Everyone has been accused of something they didn't do. Usually it happens when you're a kid, but it has happened to all of us once or more than once. It feels bad. Mostly because the louder you yell, the more it seems like maybe you DID do it. Remaining silent, refusing to dignify a false accusation is more honorable - at least it feels that way, but doesn't always exonerate.

I wonder though, might it be a bigger sin, a greater failing to NOT be accused of something you DID do?

Wednesday, August 2, 2006

Postcard: TrueMajority.org

Click on the link above. Listen, watch, think. What is this craziness and why does it go on? What kind of a world has been happening while we were taking care of *other* things? What is depicted in the link is the result of our country's greed and utter disregard, not only for the world, but for the desire, and right, of each of us for peace, health, education, and life.

Who are we really if we keep turning our backs on those who have no voice (read "money, power, position") and must suffer with what we have wrought?

Start making calls to your representatives. Write letters to your newspapers and your politicians. Make a difference in someone else's life. Start now, today. Go to your grave (hopefully in the far, far distant future) knowing that you have made a difference, that you cared, that you tried.

It may be the most important thing you do in your life and you may never see the result. That is the true meaning and blessing of giving and sharing, not the 35 cents you occasionally drop in a jar on a counter or the $250 you give to Mercy Corp - though please don't stop doing those things.
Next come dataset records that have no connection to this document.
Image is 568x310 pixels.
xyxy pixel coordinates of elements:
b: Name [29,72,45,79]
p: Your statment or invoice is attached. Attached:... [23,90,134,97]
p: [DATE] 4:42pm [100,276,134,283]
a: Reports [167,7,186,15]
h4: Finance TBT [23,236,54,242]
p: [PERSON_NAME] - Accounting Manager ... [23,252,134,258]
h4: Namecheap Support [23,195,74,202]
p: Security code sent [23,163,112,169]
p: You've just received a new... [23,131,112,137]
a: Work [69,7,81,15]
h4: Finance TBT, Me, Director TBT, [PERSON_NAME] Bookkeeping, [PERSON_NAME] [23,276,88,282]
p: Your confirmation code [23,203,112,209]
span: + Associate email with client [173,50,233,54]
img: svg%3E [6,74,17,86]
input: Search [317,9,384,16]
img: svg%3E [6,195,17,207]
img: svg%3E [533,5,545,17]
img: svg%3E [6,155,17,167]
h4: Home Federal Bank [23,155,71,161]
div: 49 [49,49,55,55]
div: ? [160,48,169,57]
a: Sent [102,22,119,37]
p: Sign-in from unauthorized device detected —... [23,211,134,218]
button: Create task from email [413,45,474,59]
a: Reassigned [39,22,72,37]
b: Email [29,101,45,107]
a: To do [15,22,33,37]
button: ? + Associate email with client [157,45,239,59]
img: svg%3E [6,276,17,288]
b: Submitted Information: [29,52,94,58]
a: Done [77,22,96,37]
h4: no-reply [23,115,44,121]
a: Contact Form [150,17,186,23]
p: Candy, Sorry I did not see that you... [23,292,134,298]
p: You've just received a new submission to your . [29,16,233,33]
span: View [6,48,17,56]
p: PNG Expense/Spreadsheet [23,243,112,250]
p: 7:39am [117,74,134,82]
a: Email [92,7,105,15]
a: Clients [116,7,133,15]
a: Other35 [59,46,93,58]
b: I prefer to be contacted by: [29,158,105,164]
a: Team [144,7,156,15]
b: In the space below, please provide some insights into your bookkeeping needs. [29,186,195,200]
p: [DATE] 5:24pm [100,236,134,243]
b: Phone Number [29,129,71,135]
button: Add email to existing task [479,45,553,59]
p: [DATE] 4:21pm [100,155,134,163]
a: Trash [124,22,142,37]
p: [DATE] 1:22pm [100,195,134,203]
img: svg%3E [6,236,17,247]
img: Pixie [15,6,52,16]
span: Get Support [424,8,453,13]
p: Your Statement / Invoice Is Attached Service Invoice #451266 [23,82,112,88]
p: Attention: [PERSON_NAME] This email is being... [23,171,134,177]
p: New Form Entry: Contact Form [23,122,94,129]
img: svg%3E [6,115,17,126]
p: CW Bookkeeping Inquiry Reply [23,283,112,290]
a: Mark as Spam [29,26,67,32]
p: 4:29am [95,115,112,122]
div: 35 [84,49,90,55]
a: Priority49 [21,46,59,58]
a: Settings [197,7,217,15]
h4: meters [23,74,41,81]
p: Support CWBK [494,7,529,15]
What we do for others, though it is difficult and may cost us in time, effort, and money, is more important than any kind of material or personal success we are lucky enough to find in our lifetimes.

Tuesday, August 1, 2006

The Land of Beginning Again


"I wish that there were some wonderful place

Called the Land of Beginning Again

Where all our mistakes and all our heartaches

And all of our selfish grief

Could be dropped like a shabby old coat by the door

And never be put on again." - Louise Fletcher Tarkington

Those words are excerpts from a poem I discovered in high school. Whatever was going through my head about those words then is a mystery to me now. Something entirely different than what I am thinking these days.
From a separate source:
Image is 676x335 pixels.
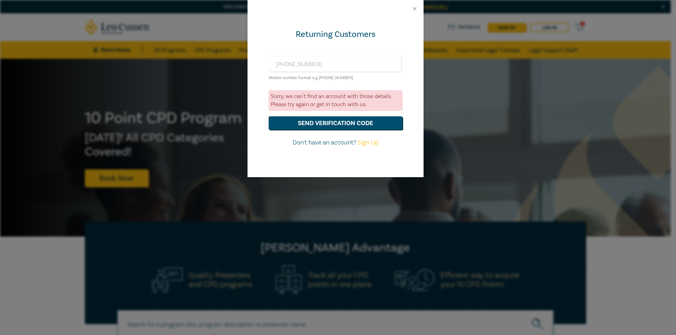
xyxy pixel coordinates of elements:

There have been so many people to forgive, including myself. In so many ways that has been the hardest part of all. It is an ongoing process - a few steps forward, a few steps back. A constant battle of judgment, redemption, accusation, bewilderment, and precious moments of peace.

The ability to forgive is, in my estimation, the most important lesson we can ever learn. It has the power to bring health and healing to hearts, minds, and bodies. It has the power to bring us back "to the land of beginning again." It is, however, oh so difficult to master. The words, "forgive me, I forgive you, I forgive myself" are so very easy to say, but they are only just words. They bear repeating over and over. They need reevaluation, reassertion, and the touch of a hand. They need to be repeated out loud, and silently to no one who is there.
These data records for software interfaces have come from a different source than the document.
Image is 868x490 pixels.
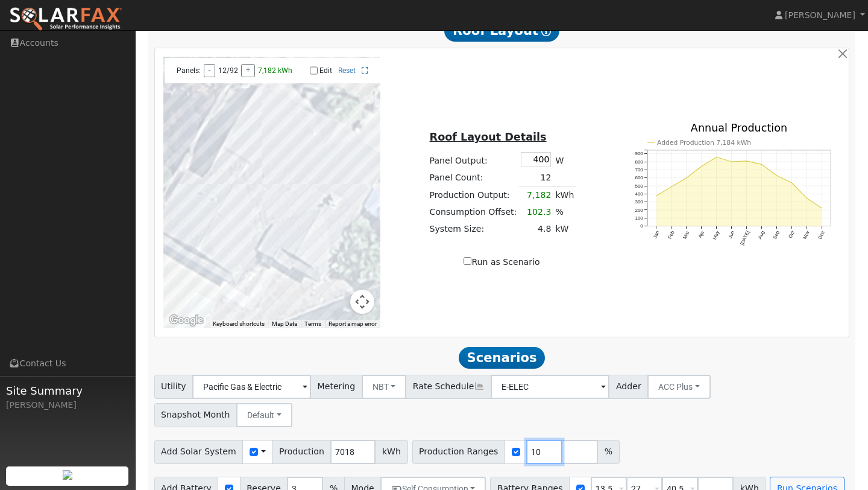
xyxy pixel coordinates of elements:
button: Map Data [272,320,297,328]
td: kWh [554,186,576,204]
span: 7,182 kWh [258,66,292,75]
circle: onclick="" [716,156,718,158]
span: Production [272,440,331,464]
circle: onclick="" [761,164,763,166]
text: Oct [788,230,796,239]
circle: onclick="" [686,177,687,179]
span: Production Ranges [412,440,505,464]
td: 102.3 [519,204,554,221]
circle: onclick="" [656,195,657,197]
text: Added Production 7,184 kWh [657,139,751,147]
td: Production Output: [427,186,519,204]
td: % [554,204,576,221]
circle: onclick="" [806,198,808,199]
text: Nov [803,230,811,241]
td: W [554,150,576,169]
circle: onclick="" [776,175,778,176]
a: Reset [338,66,356,75]
text: 100 [635,215,643,221]
text: 200 [635,207,643,213]
button: - [204,64,215,77]
td: 4.8 [519,221,554,237]
text: Sep [773,230,780,240]
text: Annual Production [691,122,788,135]
td: 7,182 [519,186,554,204]
circle: onclick="" [731,161,733,163]
text: May [712,230,721,241]
td: Consumption Offset: [427,204,519,221]
text: 500 [635,183,643,189]
u: Roof Layout Details [430,131,547,143]
input: Select a Utility [192,375,311,399]
span: % [597,440,619,464]
span: Add Solar System [154,440,244,464]
label: Run as Scenario [463,256,539,268]
text: Mar [682,230,691,240]
input: Select a Rate Schedule [491,375,609,399]
text: 800 [635,159,643,165]
span: Panels: [176,66,201,75]
button: Map camera controls [350,290,375,314]
img: SolarFax [9,7,122,32]
text: 900 [635,152,643,157]
circle: onclick="" [701,166,703,167]
span: Scenarios [459,347,545,369]
img: Google [167,313,206,328]
span: Metering [310,375,362,399]
span: Adder [609,375,648,399]
span: Roof Layout [444,20,559,42]
button: Default [237,403,292,427]
span: Utility [154,375,193,399]
span: Site Summary [6,383,129,399]
text: Aug [757,230,765,241]
td: 12 [519,169,554,186]
td: Panel Output: [427,150,519,169]
text: 700 [635,167,643,173]
button: Keyboard shortcuts [213,320,265,328]
text: 400 [635,191,643,197]
circle: onclick="" [821,207,823,209]
button: + [241,64,255,77]
circle: onclick="" [671,186,672,188]
i: Show Help [541,27,551,36]
span: Rate Schedule [406,375,492,399]
text: 300 [635,200,643,205]
text: Dec [818,230,826,241]
a: Open this area in Google Maps (opens a new window) [167,313,206,328]
button: NBT [361,375,407,399]
input: Run as Scenario [463,257,471,265]
text: Jan [652,230,661,240]
text: 0 [641,224,643,229]
td: System Size: [427,221,519,237]
button: ACC Plus [648,375,710,399]
text: 600 [635,175,643,181]
a: Full Screen [361,66,369,75]
span: kWh [375,440,407,464]
text: Jun [727,230,736,240]
label: Edit [320,66,332,75]
img: retrieve [63,470,73,480]
a: Report a map error [329,321,376,327]
circle: onclick="" [746,160,748,162]
span: 12/92 [218,66,238,75]
td: Panel Count: [427,169,519,186]
text: [DATE] [740,230,751,247]
circle: onclick="" [791,183,793,184]
td: kW [554,221,576,237]
text: Feb [667,230,676,240]
span: Snapshot Month [154,403,237,427]
a: Terms [305,321,322,327]
text: Apr [697,230,706,239]
span: [PERSON_NAME] [785,10,856,20]
div: [PERSON_NAME] [6,399,129,411]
When an offense insinuates itself into your awareness, those words need to be used to beat it back to nothingness, for the offense is now gone in fact. It was provoked out of selfishness, confusion, ignorance, maybe even fear. There can be no explanation, there needs be no explanation other than life is what it is.

Forgiveness heals the giver and often, only the giver. It is all that is necessary, though it is a monumental task and may require a lifetime. The idea of forgiveness should always be close by. It is necessary for a peaceful death. It is necessary for a graceful old age. It is required of us before we can pass to generations the knowledge we have stored up for them. Practice it.